News Broadcasting
Sat projects tax holiday stays; duties down on OFCs
MUMBAI: Tax holiday benefits for satellite and telecom projects will continue. Cable companies have also received reliefs in customs and import duties.
In a move that may benefit projects like Subhash Chandra’s Essel Group’s Agrani, which are currently in the pipeline, the finance minister has extended the benefit for one more year till 31 March 2004, saying that it is “well understood that such projects do take a considerable time to get completed.”
Customs duty on optical fibre cable has been brought down from 25 per cent to 20 per cent. Import duty on raw materials for the manufacture of optical fibre has been brought down from 30 per cent to 15 per cent.
Capital equipment customs duty in Telecom and IT is down from 25 to 15 per cent. IT companies to continue enjoying Sec 10A and 10B tax sops under the Income Tax Act. The sops have been extended to include mergers and acquisitions which was not there earlier. This means providing incentives for M&As.
Domestic companies will now have to pay 12.5 per cent dividend tax, but the same has been abolished in the hands of the investors.
News Broadcasting
News TV viewership jumps 33 per cent as West Asia war draws audiences
BARC Week 8 data shows news share rising to 8 per cent despite T20 World Cup
NEW DELHI:Â Even as individual television news channel ratings remain under a temporary pause, the genre itself is seeing a clear surge in audience attention.
According to the latest data from Broadcast Audience Research Council India, television news recorded a 33 per cent jump in genre share in Week 8 of 2026, covering February 28 to March 6.
The news genre accounted for 8 per cent of total television viewership during the week, up from 6 per cent the previous week. The spike in attention coincided with escalating geopolitical tensions involving the United States, Israel and Iran, which have kept global headlines firmly fixed on West Asia.
The rise is notable because it came at a time when cricket was dominating television screens.

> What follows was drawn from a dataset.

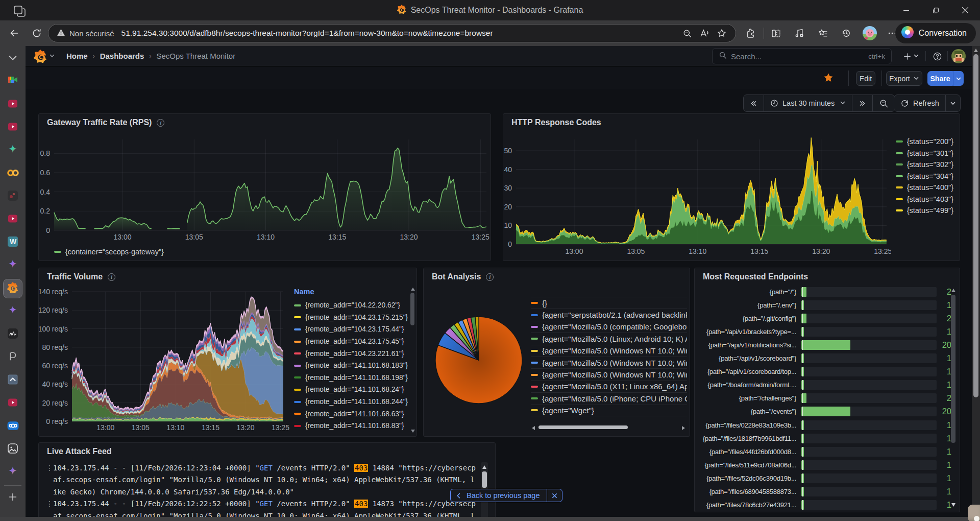  Describe the element at coordinates (802, 56) in the screenshot. I see `search-input: Search... ctrl+k` at that location.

The high-stakes stages of the ICC Men’s T20 World Cup, including the Super 8 fixtures and semi-finals, were being broadcast during the same period.
Despite the cricket frenzy, viewers appeared to be toggling between sport and global affairs, boosting the overall share of news programming.
The surge in genre share comes even as the government has enforced a one-month pause on publishing ratings for individual news channels. The move followed regulatory scrutiny of the television ratings ecosystem.
While channel-level rankings remain temporarily out of sight, the genre-level data suggests that when global tensions escalate, audiences continue to turn to television news for real-time updates.